Alumni engagement and philanthropy



NETWORK RAIL APPOINTS QUEEN’S GRADUATE AS NEW NON-EXEC DIRECTORTrain platform with inset graduate Fiona Ross

15 May 2020

Two years after she took up post as Chair of Córas Iompair Éireann (CIÉ), the state owned corporation responsible for most public transport in Ireland, Queen’s LLM graduate Fiona Ross (2008) has joined the Board of Network Rail as a non-exec director.

Network Rail is the owner, operator and infrastructure manager of most of the railway network in Great Britain, including 20,000 miles of track, 30,000 bridges, tunnels and viaducts and the thousands of signals and level crossings. Network Rail also runs 20 of the UK's largest stations while all the others, over 2,500, are managed by the country's train operating companies.

Ms Ross is a governance expert with a first class Masters of Law in Corporate Governance and Public Policy from Queen’s. She also holds degrees and qualifications from Trinity College, Dublin (BA/MA, English and History, 1987), University College Dublin (MBS, International Marketing, 1992), Dún Laoghaire Institute of Art, Design and Technology (MSc, CyberPsychology, 2017) and was awarded a Fellowship in Governance by the George Washington University in 2012.

She joined the Network Rail Board with effect from 11 May 2020, as one of three new appointments to replace recently retired Board members.

An experienced public and private sector chair and non-executive director, currently serving on a range of UK and Irish Boards, Ms Ross began her career as a stockbroker in the City of London and spent 25 years operating in all areas within capital markets in Dublin, London, Eastern Europe and the United States. She has worked with leading companies including Goodbody Stockbrokers, Bank of Ireland, Hill & Knowlton and the Industrial Bank of Japan.

She has served on 17 boards in Ireland and the UK over recent years, focusing on governance, ethics, and digital transformation and has been a member of the Board and the Audit Committee of the Irish National Transport Authority (NTA) – since 2015.

Six years ago Ms Ross was appointed by the UK’s Department of Transport to serve on the Board of the Driver and Vehicle Safety Agency (DVSA), where she chaired the Health and Safety Committee and sat on the Audit and Risk committee.

Currently chair of Mental Health Ireland – a national voluntary organisation – she joined the Board of the Seamus Heaney Estate in 2016 as a non-executive director to help establish the Heaney literary estate.

Ms Ross has been a director of Ireland’s National Transport Authority, which oversees all areas of public transport from trains to taxis, since 2015 and sits on its audit committee.

Network Rail is a not for dividend organisation, which when not subject to the constrictions of the coronavirus lockdown is currently undertaking a £38 billion programme of upgrades to the network, including Crossrail, electrification of lines and upgrading Thameslink.

More than 4.8 million journeys are made in GB every day and over 600 freight trains run on the network. Members of the public depend on Britain's railway network for their daily commute, to visit friends and family and to get them home safe every day.

The Board is responsible for managing and delivering thousands of projects every year and for growing and expanding the railway network in response to the doubling of passenger journeys over the past 20 years.

For further information on Ms Ross’s appointment please contact Network Rail’s National Press Office, telephone: +44 (0)20 3356 8700.

For general enquiries about this story or to submit a graduate news item, please contact Gerry Power, Communications Officer, Development and Alumni Relations Office, Queen’s University Belfast.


WORK ITEM: To complete this task, print all the data below exactly but leave out the images.

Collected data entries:
_ _ _ _ _
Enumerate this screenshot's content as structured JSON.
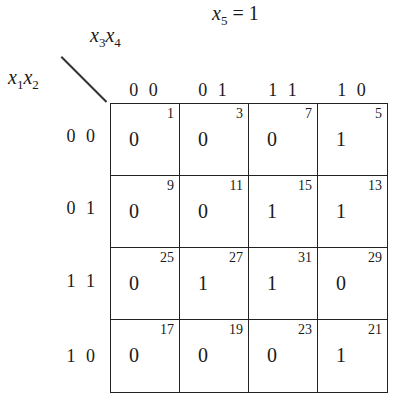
{
  "title": {
    "var": "x",
    "sub": "5",
    "rest": " = 1"
  },
  "column_variable": {
    "a": "x",
    "a_sub": "3",
    "b": "x",
    "b_sub": "4"
  },
  "row_variable": {
    "a": "x",
    "a_sub": "1",
    "b": "x",
    "b_sub": "2"
  },
  "column_headers": [
    "0 0",
    "0 1",
    "1 1",
    "1 0"
  ],
  "row_headers": [
    "0 0",
    "0 1",
    "1 1",
    "1 0"
  ],
  "cells": [
    [
      {
        "value": "0",
        "minterm": "1"
      },
      {
        "value": "0",
        "minterm": "3"
      },
      {
        "value": "0",
        "minterm": "7"
      },
      {
        "value": "1",
        "minterm": "5"
      }
    ],
    [
      {
        "value": "0",
        "minterm": "9"
      },
      {
        "value": "0",
        "minterm": "11"
      },
      {
        "value": "1",
        "minterm": "15"
      },
      {
        "value": "1",
        "minterm": "13"
      }
    ],
    [
      {
        "value": "0",
        "minterm": "25"
      },
      {
        "value": "1",
        "minterm": "27"
      },
      {
        "value": "1",
        "minterm": "31"
      },
      {
        "value": "0",
        "minterm": "29"
      }
    ],
    [
      {
        "value": "0",
        "minterm": "17"
      },
      {
        "value": "0",
        "minterm": "19"
      },
      {
        "value": "0",
        "minterm": "23"
      },
      {
        "value": "1",
        "minterm": "21"
      }
    ]
  ]
}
_ _ _ _ _
EXERCISE SOLUTION:
Enumerate this screenshot's content as structured JSON.
{
  "title": {
    "var": "x",
    "sub": "5",
    "rest": " = 1"
  },
  "column_variable": {
    "a": "x",
    "a_sub": "3",
    "b": "x",
    "b_sub": "4"
  },
  "row_variable": {
    "a": "x",
    "a_sub": "1",
    "b": "x",
    "b_sub": "2"
  },
  "column_headers": [
    "0 0",
    "0 1",
    "1 1",
    "1 0"
  ],
  "row_headers": [
    "0 0",
    "0 1",
    "1 1",
    "1 0"
  ],
  "cells": [
    [
      {
        "value": "0",
        "minterm": "1"
      },
      {
        "value": "0",
        "minterm": "3"
      },
      {
        "value": "0",
        "minterm": "7"
      },
      {
        "value": "1",
        "minterm": "5"
      }
    ],
    [
      {
        "value": "0",
        "minterm": "9"
      },
      {
        "value": "0",
        "minterm": "11"
      },
      {
        "value": "1",
        "minterm": "15"
      },
      {
        "value": "1",
        "minterm": "13"
      }
    ],
    [
      {
        "value": "0",
        "minterm": "25"
      },
      {
        "value": "1",
        "minterm": "27"
      },
      {
        "value": "1",
        "minterm": "31"
      },
      {
        "value": "0",
        "minterm": "29"
      }
    ],
    [
      {
        "value": "0",
        "minterm": "17"
      },
      {
        "value": "0",
        "minterm": "19"
      },
      {
        "value": "0",
        "minterm": "23"
      },
      {
        "value": "1",
        "minterm": "21"
      }
    ]
  ]
}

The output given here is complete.